I'm betting the mines at Minas Gerais are enough to bring the Carthaginians back. There's nothing like them in the coastal stretch of Africa that the Carthaginians control and eventually Britain and Spain will be lost to them.
I do imagine that they'll eventually figure out the trade winds phenomenon. the editors of the Periplus of Hanno the Navigator suggested that Hanno employed both the Canarian current and the north-east trade winds in his trip along the coast of Africa. As I've described the situation, they've been picked up by the Brazil Current and dumped in Brazil - this happened to a certain Jean Cousin of Dieppe, in 1488, who was allegedly dropped near the mouth of the Orinoco. Once deposited unceremoniously in Brazil, their natural instinct would lead them to hug the coast, I think; the South Connecting Current would pull them southwards, and eventually bring them in contact with the winds heading back west.
Will they discover the Equatorial Current and the Gulf Stream? I would imagine they would. The Carthaginians would continue exploring, I think; their maps were the envy of the ancient world (our own word, map, is probably derived from Phoenician *mappē (< CS *manpay) which means something like a cheesecloth, and came into the languages of Europe via Latin mappamundī). I don't imagine they'd be content with what they have, and eventually they'd venture north and south of the regions serviced by the South Atlantic trade winds - this time hugging the coast, of course.
The advantage of the Brazil Current is that it can easily be concealed from the Romans - it is far down the coast of Africa, in territory completely unknown to them, and their approach to it is blocked by the Carthaginians themselves. The Equatorial Current is less easily concealed.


● **WORK ITEM**:
In the entries, find all lines that hold the word "edge" and copy them.

● **RECORDS SUPPLIED**:
•••••

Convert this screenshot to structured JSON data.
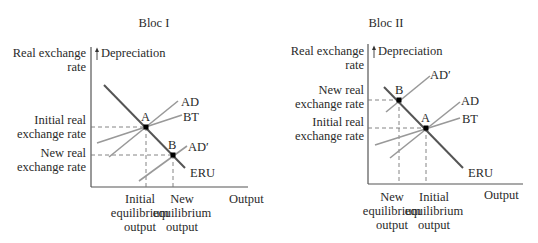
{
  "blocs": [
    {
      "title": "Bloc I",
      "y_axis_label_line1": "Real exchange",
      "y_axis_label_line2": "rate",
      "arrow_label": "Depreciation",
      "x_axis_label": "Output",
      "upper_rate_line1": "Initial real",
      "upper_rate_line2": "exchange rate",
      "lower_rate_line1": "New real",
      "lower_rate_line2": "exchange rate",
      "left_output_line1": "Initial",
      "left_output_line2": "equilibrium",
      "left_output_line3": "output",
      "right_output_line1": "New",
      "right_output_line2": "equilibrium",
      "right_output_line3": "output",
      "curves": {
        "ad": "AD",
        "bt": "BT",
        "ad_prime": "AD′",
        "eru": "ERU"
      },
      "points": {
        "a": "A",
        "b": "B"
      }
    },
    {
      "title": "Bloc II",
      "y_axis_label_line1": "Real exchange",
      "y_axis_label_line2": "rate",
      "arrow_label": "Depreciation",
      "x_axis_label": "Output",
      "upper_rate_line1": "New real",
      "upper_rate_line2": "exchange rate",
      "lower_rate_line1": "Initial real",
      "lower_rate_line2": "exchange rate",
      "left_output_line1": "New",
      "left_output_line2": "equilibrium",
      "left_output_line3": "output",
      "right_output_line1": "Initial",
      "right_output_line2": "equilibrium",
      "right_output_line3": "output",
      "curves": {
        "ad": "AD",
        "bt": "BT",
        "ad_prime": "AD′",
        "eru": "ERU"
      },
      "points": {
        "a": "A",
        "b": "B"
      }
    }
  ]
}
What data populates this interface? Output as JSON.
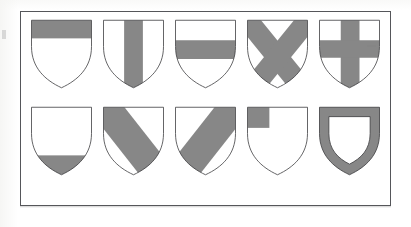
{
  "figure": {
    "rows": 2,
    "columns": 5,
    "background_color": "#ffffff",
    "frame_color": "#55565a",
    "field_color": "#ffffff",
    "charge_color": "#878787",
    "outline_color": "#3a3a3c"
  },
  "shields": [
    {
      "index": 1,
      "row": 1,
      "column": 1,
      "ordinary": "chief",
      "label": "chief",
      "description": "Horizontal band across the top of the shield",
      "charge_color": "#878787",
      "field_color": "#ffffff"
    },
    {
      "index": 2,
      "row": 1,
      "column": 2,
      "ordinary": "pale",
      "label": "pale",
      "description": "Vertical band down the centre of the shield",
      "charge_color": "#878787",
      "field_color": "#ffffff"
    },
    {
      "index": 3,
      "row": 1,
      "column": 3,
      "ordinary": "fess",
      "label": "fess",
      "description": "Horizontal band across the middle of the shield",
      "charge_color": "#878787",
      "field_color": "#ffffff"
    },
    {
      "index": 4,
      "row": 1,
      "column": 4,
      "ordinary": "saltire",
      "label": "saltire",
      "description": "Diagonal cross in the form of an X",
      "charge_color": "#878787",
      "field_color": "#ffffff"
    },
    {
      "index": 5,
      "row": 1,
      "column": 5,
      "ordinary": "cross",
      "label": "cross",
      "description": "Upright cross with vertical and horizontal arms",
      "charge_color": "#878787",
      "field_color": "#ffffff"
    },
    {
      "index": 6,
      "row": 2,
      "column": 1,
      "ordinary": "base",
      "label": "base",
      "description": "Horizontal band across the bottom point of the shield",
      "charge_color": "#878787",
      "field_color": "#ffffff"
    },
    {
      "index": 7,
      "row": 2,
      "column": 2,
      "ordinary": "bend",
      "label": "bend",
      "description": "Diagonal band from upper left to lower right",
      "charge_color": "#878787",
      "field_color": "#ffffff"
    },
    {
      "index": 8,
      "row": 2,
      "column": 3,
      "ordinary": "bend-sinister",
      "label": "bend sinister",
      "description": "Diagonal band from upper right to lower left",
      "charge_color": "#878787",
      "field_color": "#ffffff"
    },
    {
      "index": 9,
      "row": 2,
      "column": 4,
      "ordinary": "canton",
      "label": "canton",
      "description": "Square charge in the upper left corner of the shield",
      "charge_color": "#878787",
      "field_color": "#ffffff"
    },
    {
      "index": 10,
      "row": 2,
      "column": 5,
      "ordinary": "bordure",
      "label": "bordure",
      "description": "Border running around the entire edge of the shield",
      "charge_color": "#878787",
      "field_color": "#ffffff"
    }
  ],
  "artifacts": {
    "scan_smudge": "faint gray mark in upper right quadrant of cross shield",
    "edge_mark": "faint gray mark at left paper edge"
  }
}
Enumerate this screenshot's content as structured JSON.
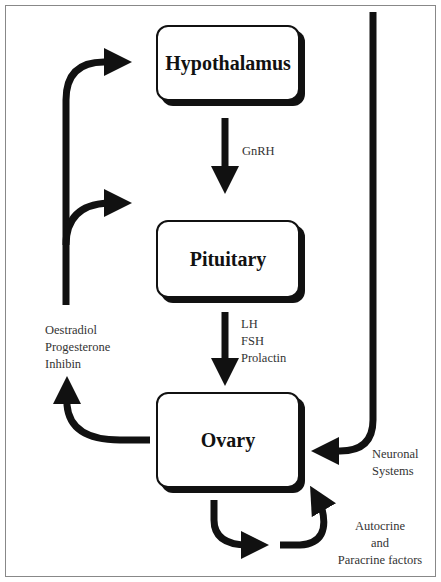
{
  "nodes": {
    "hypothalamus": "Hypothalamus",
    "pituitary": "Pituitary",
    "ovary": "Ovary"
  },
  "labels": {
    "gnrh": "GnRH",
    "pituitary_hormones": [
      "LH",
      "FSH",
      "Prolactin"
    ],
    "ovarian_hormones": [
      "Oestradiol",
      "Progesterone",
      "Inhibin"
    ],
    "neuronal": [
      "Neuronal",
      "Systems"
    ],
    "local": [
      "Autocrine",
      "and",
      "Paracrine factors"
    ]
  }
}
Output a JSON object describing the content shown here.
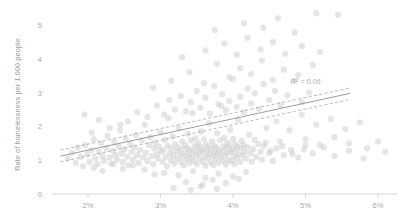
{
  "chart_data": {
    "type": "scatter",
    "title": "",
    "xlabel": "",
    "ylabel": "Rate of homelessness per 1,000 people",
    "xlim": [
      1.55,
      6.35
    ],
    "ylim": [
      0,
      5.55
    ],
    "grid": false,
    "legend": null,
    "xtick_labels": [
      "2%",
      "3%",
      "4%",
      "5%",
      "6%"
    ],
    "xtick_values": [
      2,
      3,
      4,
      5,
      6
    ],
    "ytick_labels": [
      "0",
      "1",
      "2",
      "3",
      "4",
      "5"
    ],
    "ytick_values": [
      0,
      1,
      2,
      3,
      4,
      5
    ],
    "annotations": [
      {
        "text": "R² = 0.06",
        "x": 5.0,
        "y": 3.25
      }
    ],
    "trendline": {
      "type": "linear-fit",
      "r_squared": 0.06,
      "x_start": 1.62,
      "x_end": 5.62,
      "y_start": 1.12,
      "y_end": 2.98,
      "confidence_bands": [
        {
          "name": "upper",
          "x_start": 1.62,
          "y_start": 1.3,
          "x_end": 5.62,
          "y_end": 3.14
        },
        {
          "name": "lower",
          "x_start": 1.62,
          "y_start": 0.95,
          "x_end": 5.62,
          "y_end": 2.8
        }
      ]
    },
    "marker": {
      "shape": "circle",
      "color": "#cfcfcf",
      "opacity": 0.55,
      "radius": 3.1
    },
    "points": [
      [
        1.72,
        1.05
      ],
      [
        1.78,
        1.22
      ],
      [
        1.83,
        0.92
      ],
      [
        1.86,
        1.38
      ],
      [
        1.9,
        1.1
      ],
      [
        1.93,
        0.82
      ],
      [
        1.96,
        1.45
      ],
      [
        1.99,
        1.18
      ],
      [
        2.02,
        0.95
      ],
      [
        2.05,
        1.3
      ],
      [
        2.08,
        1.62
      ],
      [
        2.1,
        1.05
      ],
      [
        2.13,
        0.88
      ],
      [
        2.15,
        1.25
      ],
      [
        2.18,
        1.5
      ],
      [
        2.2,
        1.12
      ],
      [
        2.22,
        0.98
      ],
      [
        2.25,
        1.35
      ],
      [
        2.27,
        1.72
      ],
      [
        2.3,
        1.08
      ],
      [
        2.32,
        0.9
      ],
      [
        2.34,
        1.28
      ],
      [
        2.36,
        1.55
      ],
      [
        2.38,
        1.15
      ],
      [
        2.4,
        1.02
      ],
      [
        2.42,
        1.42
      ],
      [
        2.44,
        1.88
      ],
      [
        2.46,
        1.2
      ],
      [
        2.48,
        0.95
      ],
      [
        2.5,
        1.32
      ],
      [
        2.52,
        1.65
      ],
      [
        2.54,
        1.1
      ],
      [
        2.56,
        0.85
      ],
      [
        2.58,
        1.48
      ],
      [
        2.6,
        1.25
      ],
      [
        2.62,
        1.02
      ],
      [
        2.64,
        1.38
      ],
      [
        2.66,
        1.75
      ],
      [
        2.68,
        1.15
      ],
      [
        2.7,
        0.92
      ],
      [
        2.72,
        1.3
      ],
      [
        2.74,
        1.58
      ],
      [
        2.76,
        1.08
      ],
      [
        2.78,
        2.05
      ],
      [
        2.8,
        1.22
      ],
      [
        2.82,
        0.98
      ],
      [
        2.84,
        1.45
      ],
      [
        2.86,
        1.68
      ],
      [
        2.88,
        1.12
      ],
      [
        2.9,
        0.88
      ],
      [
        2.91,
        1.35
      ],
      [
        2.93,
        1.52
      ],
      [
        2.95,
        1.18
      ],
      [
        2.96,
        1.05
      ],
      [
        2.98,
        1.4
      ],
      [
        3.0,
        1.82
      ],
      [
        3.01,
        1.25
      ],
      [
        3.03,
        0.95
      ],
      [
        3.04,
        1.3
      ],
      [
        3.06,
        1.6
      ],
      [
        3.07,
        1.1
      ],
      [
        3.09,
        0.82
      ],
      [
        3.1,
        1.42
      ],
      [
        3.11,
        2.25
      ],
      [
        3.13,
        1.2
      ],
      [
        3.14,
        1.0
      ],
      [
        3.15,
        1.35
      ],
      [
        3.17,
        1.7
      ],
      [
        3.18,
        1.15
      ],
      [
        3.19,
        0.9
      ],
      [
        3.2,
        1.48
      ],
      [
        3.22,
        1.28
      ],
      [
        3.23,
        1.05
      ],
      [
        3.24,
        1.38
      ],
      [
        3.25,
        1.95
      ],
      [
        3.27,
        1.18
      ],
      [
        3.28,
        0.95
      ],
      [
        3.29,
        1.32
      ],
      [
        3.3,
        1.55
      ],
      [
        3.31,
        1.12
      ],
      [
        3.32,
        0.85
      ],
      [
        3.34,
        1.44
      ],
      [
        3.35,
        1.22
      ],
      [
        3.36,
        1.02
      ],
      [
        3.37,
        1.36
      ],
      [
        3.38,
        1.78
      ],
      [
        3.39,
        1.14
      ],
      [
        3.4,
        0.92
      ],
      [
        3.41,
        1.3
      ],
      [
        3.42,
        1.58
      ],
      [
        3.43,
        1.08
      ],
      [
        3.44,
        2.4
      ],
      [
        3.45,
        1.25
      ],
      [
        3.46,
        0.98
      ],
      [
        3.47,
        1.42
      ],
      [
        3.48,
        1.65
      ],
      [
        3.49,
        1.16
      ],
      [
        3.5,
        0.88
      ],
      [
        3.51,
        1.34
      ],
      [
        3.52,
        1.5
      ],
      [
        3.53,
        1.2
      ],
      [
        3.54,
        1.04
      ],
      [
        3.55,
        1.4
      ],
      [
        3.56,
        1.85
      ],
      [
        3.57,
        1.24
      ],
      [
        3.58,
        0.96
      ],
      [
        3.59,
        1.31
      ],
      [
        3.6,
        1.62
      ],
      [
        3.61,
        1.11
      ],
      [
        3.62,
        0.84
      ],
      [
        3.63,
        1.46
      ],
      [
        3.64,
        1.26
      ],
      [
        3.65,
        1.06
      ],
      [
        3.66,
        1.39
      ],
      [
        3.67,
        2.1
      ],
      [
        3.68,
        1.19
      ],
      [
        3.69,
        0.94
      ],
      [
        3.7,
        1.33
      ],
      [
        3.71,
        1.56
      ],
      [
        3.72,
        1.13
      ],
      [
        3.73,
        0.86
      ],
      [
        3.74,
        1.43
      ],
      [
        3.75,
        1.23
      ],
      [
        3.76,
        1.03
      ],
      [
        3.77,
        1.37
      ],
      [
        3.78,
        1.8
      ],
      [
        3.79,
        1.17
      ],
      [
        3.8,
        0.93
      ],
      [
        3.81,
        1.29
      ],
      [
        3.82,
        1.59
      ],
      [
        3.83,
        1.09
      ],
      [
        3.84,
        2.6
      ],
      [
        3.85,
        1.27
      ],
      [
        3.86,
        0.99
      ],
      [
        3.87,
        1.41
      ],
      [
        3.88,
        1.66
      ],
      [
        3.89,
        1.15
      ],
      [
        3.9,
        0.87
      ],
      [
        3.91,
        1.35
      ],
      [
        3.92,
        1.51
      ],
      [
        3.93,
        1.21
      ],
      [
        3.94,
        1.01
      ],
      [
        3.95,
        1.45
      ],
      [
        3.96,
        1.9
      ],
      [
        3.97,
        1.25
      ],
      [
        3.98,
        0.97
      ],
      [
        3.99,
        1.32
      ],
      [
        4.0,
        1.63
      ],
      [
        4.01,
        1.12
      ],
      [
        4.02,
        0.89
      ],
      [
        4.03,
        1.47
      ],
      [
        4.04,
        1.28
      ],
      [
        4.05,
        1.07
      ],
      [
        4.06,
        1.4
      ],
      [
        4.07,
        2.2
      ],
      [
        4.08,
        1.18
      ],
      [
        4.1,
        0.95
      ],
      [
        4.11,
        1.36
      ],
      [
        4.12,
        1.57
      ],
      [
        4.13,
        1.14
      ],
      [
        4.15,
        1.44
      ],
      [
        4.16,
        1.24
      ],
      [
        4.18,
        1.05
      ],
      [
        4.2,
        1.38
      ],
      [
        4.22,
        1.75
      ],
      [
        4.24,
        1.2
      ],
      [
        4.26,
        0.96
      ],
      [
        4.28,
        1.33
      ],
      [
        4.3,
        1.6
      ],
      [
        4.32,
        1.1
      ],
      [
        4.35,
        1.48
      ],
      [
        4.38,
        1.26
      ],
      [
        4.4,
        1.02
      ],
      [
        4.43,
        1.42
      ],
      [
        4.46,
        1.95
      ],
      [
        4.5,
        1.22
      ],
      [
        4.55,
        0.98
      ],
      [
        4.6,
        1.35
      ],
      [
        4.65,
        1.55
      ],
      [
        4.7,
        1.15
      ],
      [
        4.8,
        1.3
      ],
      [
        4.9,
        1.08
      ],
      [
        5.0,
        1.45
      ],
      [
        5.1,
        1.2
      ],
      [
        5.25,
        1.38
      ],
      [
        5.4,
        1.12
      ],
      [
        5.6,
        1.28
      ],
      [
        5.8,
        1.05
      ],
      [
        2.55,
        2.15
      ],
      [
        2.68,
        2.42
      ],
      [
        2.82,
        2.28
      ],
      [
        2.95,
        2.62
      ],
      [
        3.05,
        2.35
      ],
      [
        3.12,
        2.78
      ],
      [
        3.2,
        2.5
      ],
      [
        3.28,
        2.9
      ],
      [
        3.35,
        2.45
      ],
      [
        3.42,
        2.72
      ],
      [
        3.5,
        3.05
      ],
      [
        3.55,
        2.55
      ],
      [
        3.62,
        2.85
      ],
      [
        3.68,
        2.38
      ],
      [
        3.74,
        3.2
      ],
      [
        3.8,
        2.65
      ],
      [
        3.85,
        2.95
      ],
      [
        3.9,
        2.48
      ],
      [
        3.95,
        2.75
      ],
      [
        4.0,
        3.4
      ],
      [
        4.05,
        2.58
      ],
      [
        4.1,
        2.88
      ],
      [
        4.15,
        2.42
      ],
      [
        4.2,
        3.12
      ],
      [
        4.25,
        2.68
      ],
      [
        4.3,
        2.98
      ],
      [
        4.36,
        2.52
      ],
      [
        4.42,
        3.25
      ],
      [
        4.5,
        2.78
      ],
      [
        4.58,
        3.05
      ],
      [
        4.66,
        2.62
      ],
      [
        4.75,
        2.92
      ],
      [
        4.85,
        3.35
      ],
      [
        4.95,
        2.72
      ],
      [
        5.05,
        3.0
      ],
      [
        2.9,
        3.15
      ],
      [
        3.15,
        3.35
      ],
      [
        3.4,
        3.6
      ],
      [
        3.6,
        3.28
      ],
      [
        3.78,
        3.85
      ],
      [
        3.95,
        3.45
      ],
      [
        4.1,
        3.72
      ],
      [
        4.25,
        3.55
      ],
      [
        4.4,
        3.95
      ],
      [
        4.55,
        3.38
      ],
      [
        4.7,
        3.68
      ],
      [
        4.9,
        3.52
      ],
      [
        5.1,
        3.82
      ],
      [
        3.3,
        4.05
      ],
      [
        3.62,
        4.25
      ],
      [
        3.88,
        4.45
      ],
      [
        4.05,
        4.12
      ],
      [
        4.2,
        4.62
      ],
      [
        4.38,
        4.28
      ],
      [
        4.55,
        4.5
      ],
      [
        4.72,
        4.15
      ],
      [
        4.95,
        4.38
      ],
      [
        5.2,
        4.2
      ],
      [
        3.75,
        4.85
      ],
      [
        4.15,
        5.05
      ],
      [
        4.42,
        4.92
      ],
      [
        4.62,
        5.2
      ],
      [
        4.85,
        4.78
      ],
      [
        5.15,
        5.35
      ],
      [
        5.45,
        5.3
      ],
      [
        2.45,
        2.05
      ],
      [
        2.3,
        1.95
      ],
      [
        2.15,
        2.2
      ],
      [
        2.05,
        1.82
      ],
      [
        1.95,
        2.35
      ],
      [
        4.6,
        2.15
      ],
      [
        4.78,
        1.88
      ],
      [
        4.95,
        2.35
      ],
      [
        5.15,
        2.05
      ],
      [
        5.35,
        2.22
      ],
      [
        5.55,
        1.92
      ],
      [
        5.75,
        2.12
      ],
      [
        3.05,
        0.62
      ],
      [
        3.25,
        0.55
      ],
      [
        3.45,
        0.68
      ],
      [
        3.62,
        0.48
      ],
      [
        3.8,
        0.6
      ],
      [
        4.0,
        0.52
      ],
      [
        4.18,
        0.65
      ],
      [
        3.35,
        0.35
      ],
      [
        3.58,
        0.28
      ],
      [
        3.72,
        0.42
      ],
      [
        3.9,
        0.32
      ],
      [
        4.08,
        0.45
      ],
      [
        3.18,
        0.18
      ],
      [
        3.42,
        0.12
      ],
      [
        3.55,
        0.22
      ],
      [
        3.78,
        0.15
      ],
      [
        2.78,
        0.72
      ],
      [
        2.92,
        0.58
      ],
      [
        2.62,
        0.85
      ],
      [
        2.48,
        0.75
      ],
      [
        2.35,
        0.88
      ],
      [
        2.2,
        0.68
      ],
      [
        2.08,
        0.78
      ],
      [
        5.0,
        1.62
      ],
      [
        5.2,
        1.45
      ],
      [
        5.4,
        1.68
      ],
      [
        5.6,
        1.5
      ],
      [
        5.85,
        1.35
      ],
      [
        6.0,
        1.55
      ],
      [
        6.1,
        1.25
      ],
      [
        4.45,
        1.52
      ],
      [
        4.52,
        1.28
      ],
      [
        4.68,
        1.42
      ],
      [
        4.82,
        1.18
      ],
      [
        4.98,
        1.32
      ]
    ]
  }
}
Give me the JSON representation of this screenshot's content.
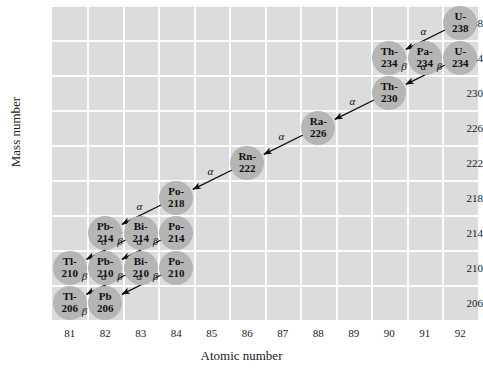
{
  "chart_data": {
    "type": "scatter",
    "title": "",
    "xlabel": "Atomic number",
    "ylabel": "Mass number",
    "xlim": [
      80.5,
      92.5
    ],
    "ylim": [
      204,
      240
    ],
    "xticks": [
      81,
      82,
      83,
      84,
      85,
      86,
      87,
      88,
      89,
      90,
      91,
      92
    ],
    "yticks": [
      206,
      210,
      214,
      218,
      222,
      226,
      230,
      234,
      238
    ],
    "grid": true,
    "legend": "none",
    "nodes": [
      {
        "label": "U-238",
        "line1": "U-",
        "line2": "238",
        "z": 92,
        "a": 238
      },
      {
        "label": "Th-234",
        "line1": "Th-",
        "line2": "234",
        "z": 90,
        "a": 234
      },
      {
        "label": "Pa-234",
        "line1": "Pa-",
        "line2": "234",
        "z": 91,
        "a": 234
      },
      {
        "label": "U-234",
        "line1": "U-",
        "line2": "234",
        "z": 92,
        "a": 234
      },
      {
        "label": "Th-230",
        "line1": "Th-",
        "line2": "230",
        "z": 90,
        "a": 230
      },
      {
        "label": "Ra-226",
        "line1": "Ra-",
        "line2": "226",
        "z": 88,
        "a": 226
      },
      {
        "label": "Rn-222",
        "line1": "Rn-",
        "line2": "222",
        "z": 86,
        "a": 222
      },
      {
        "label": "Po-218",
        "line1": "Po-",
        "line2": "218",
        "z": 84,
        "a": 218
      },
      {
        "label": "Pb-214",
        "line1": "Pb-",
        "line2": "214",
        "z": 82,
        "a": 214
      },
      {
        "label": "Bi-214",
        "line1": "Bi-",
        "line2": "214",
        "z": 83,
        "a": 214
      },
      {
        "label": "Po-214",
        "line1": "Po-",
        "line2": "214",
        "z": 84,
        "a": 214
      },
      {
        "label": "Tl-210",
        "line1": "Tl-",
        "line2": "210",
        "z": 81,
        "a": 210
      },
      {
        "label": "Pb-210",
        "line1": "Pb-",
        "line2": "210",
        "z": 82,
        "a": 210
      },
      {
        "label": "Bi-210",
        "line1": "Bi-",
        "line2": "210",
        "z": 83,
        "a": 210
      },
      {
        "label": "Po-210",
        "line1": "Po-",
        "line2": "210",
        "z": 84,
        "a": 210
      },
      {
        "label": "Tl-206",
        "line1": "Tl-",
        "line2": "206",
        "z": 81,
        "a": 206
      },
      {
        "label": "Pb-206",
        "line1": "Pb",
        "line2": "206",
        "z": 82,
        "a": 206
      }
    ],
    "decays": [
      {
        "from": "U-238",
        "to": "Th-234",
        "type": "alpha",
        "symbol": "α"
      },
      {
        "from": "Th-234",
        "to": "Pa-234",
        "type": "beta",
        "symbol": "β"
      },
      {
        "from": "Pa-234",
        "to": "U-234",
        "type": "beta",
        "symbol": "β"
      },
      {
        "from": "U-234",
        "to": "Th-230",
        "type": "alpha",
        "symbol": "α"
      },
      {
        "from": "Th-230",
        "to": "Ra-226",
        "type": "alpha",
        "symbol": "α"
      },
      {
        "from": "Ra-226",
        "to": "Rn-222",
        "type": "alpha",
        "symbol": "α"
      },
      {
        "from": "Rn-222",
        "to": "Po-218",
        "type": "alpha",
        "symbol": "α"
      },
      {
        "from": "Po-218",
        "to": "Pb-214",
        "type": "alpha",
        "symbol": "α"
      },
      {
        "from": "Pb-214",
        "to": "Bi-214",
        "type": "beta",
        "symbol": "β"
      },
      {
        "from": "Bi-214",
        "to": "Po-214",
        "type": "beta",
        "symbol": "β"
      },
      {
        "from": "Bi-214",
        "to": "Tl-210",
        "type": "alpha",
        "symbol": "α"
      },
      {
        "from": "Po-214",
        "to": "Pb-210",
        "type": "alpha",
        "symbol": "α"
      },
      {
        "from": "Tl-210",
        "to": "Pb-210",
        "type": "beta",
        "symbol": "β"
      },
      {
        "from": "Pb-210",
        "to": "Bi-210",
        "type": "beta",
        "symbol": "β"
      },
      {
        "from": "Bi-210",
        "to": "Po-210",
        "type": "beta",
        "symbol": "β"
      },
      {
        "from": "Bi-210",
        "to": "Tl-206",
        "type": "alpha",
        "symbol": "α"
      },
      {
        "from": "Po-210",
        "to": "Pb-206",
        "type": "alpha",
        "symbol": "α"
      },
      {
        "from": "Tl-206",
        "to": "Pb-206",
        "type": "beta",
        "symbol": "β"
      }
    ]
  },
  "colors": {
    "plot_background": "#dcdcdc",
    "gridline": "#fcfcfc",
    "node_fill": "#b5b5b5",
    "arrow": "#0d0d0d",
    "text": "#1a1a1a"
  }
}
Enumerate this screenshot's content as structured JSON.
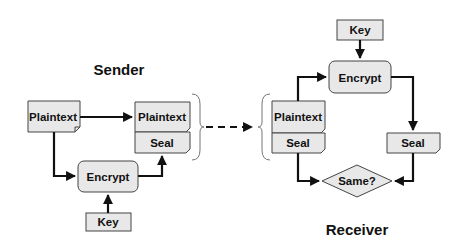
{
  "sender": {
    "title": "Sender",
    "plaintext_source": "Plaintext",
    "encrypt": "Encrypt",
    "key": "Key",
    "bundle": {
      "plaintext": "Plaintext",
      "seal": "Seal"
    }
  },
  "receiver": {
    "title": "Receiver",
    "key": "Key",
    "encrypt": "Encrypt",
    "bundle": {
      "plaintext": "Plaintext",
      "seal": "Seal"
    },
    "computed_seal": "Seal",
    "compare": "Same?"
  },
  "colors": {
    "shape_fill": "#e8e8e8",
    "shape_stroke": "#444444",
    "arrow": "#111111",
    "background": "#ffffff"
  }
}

•••••

● **SOLUTION TO THIS EXERCISE**:
      "description": "Border running around the entire edge of the shield",
    "edge_mark": "faint gray mark at left paper edge"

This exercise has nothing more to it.